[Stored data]
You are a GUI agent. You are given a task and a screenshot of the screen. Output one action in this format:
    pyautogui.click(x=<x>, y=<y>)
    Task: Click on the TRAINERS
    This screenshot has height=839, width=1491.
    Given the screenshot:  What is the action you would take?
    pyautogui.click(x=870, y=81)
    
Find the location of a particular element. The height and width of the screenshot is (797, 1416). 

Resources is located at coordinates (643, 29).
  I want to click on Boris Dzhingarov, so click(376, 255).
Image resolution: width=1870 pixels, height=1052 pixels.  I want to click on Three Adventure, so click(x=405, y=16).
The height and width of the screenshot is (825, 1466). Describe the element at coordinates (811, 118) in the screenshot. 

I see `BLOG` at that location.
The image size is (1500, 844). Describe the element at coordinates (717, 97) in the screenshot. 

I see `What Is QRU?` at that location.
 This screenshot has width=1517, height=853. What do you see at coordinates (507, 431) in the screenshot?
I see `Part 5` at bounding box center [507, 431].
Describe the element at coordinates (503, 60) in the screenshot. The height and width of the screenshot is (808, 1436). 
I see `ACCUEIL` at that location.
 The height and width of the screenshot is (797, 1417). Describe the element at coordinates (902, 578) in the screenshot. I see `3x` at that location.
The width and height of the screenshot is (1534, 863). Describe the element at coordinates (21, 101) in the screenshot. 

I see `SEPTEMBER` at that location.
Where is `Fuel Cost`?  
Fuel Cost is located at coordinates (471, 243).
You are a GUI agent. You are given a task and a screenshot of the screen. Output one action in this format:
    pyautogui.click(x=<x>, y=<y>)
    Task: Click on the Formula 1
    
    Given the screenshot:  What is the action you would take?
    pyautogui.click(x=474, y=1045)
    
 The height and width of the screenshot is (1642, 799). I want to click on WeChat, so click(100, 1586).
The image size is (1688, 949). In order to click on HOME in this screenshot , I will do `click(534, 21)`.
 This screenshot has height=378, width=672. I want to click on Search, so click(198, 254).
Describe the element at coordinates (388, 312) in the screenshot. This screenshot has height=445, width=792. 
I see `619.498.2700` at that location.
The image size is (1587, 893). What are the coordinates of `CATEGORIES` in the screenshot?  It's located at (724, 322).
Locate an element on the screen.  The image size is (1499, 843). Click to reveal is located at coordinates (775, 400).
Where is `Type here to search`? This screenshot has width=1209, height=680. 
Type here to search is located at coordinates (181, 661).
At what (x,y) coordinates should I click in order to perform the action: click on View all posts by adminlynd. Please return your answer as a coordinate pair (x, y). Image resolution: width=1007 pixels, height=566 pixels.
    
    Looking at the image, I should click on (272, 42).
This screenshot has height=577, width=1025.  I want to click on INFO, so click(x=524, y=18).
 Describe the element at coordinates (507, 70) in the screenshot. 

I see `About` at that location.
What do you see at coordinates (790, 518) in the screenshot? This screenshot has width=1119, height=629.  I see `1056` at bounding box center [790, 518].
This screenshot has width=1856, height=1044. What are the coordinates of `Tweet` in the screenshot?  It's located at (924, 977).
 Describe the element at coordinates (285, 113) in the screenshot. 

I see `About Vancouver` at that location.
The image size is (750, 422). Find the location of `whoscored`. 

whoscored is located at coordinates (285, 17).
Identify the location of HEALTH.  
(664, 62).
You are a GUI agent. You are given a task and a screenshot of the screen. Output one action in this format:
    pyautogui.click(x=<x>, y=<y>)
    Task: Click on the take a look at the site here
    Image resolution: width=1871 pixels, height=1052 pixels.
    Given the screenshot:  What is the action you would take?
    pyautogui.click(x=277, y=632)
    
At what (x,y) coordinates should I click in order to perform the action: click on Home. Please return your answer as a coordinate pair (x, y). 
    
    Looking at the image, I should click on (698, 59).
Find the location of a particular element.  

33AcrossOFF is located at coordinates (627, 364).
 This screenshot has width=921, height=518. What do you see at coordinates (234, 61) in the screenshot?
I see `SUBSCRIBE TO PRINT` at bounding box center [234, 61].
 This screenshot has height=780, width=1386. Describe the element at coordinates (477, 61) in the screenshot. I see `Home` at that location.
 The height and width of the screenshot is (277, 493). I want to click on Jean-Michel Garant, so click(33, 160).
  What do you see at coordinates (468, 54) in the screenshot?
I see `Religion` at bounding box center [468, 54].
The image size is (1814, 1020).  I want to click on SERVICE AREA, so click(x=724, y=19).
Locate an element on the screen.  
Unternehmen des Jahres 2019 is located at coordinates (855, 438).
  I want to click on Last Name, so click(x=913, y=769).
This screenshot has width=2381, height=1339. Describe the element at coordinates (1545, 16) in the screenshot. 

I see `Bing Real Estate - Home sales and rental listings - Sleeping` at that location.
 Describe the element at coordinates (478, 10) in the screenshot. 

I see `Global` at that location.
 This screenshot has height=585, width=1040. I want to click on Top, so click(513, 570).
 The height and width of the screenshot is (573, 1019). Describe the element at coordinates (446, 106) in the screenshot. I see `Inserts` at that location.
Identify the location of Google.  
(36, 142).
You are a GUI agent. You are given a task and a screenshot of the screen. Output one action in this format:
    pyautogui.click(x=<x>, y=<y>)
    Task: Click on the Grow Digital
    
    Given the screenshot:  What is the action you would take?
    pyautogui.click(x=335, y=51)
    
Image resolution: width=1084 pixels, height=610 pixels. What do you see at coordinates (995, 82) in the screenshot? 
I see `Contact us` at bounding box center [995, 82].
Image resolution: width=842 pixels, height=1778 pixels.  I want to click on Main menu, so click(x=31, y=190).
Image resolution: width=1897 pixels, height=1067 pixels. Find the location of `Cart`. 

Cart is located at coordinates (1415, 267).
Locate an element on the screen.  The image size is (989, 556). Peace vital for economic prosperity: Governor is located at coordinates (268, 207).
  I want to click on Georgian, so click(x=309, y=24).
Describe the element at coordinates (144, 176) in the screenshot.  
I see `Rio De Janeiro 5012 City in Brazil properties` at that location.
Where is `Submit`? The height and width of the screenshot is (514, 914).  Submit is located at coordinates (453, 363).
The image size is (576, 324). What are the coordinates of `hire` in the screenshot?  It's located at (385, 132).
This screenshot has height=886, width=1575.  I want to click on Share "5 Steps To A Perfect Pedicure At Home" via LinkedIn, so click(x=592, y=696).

- Task directions:
Print every record above. Keep each one exactly as it is.

- Answer:
You are a GUI agent. You are given a task and a screenshot of the screen. Output one action in this format:
    pyautogui.click(x=<x>, y=<y>)
    Task: Click on the TRAINERS
    This screenshot has height=839, width=1491.
    Given the screenshot:  What is the action you would take?
    pyautogui.click(x=870, y=81)
    
Find the location of a particular element. The height and width of the screenshot is (797, 1416). 

Resources is located at coordinates (643, 29).
  I want to click on Boris Dzhingarov, so click(376, 255).
Image resolution: width=1870 pixels, height=1052 pixels.  I want to click on Three Adventure, so click(x=405, y=16).
The height and width of the screenshot is (825, 1466). Describe the element at coordinates (811, 118) in the screenshot. 

I see `BLOG` at that location.
The image size is (1500, 844). Describe the element at coordinates (717, 97) in the screenshot. 

I see `What Is QRU?` at that location.
 This screenshot has width=1517, height=853. What do you see at coordinates (507, 431) in the screenshot?
I see `Part 5` at bounding box center [507, 431].
Describe the element at coordinates (503, 60) in the screenshot. The height and width of the screenshot is (808, 1436). 
I see `ACCUEIL` at that location.
 The height and width of the screenshot is (797, 1417). Describe the element at coordinates (902, 578) in the screenshot. I see `3x` at that location.
The width and height of the screenshot is (1534, 863). Describe the element at coordinates (21, 101) in the screenshot. 

I see `SEPTEMBER` at that location.
Where is `Fuel Cost`?  
Fuel Cost is located at coordinates (471, 243).
You are a GUI agent. You are given a task and a screenshot of the screen. Output one action in this format:
    pyautogui.click(x=<x>, y=<y>)
    Task: Click on the Formula 1
    
    Given the screenshot:  What is the action you would take?
    pyautogui.click(x=474, y=1045)
    
 The height and width of the screenshot is (1642, 799). I want to click on WeChat, so click(100, 1586).
The image size is (1688, 949). In order to click on HOME in this screenshot , I will do `click(534, 21)`.
 This screenshot has height=378, width=672. I want to click on Search, so click(198, 254).
Describe the element at coordinates (388, 312) in the screenshot. This screenshot has height=445, width=792. 
I see `619.498.2700` at that location.
The image size is (1587, 893). What are the coordinates of `CATEGORIES` in the screenshot?  It's located at (724, 322).
Locate an element on the screen.  The image size is (1499, 843). Click to reveal is located at coordinates (775, 400).
Where is `Type here to search`? This screenshot has width=1209, height=680. 
Type here to search is located at coordinates (181, 661).
At what (x,y) coordinates should I click in order to perform the action: click on View all posts by adminlynd. Please return your answer as a coordinate pair (x, y). Image resolution: width=1007 pixels, height=566 pixels.
    
    Looking at the image, I should click on (272, 42).
This screenshot has height=577, width=1025.  I want to click on INFO, so click(x=524, y=18).
 Describe the element at coordinates (507, 70) in the screenshot. 

I see `About` at that location.
What do you see at coordinates (790, 518) in the screenshot? This screenshot has width=1119, height=629.  I see `1056` at bounding box center [790, 518].
This screenshot has width=1856, height=1044. What are the coordinates of `Tweet` in the screenshot?  It's located at (924, 977).
 Describe the element at coordinates (285, 113) in the screenshot. 

I see `About Vancouver` at that location.
The image size is (750, 422). Find the location of `whoscored`. 

whoscored is located at coordinates (285, 17).
Identify the location of HEALTH.  
(664, 62).
You are a GUI agent. You are given a task and a screenshot of the screen. Output one action in this format:
    pyautogui.click(x=<x>, y=<y>)
    Task: Click on the take a look at the site here
    Image resolution: width=1871 pixels, height=1052 pixels.
    Given the screenshot:  What is the action you would take?
    pyautogui.click(x=277, y=632)
    
At what (x,y) coordinates should I click in order to perform the action: click on Home. Please return your answer as a coordinate pair (x, y). 
    
    Looking at the image, I should click on (698, 59).
Find the location of a particular element.  

33AcrossOFF is located at coordinates (627, 364).
 This screenshot has width=921, height=518. What do you see at coordinates (234, 61) in the screenshot?
I see `SUBSCRIBE TO PRINT` at bounding box center [234, 61].
 This screenshot has height=780, width=1386. Describe the element at coordinates (477, 61) in the screenshot. I see `Home` at that location.
 The height and width of the screenshot is (277, 493). I want to click on Jean-Michel Garant, so click(33, 160).
  What do you see at coordinates (468, 54) in the screenshot?
I see `Religion` at bounding box center [468, 54].
The image size is (1814, 1020).  I want to click on SERVICE AREA, so click(x=724, y=19).
Locate an element on the screen.  
Unternehmen des Jahres 2019 is located at coordinates (855, 438).
  I want to click on Last Name, so click(x=913, y=769).
This screenshot has width=2381, height=1339. Describe the element at coordinates (1545, 16) in the screenshot. 

I see `Bing Real Estate - Home sales and rental listings - Sleeping` at that location.
 Describe the element at coordinates (478, 10) in the screenshot. 

I see `Global` at that location.
 This screenshot has height=585, width=1040. I want to click on Top, so click(513, 570).
 The height and width of the screenshot is (573, 1019). Describe the element at coordinates (446, 106) in the screenshot. I see `Inserts` at that location.
Identify the location of Google.  
(36, 142).
You are a GUI agent. You are given a task and a screenshot of the screen. Output one action in this format:
    pyautogui.click(x=<x>, y=<y>)
    Task: Click on the Grow Digital
    
    Given the screenshot:  What is the action you would take?
    pyautogui.click(x=335, y=51)
    
Image resolution: width=1084 pixels, height=610 pixels. What do you see at coordinates (995, 82) in the screenshot? 
I see `Contact us` at bounding box center [995, 82].
Image resolution: width=842 pixels, height=1778 pixels.  I want to click on Main menu, so click(x=31, y=190).
Image resolution: width=1897 pixels, height=1067 pixels. Find the location of `Cart`. 

Cart is located at coordinates (1415, 267).
Locate an element on the screen.  The image size is (989, 556). Peace vital for economic prosperity: Governor is located at coordinates (268, 207).
  I want to click on Georgian, so click(x=309, y=24).
Describe the element at coordinates (144, 176) in the screenshot.  
I see `Rio De Janeiro 5012 City in Brazil properties` at that location.
Where is `Submit`? The height and width of the screenshot is (514, 914).  Submit is located at coordinates (453, 363).
The image size is (576, 324). What are the coordinates of `hire` in the screenshot?  It's located at (385, 132).
This screenshot has height=886, width=1575.  I want to click on Share "5 Steps To A Perfect Pedicure At Home" via LinkedIn, so click(x=592, y=696).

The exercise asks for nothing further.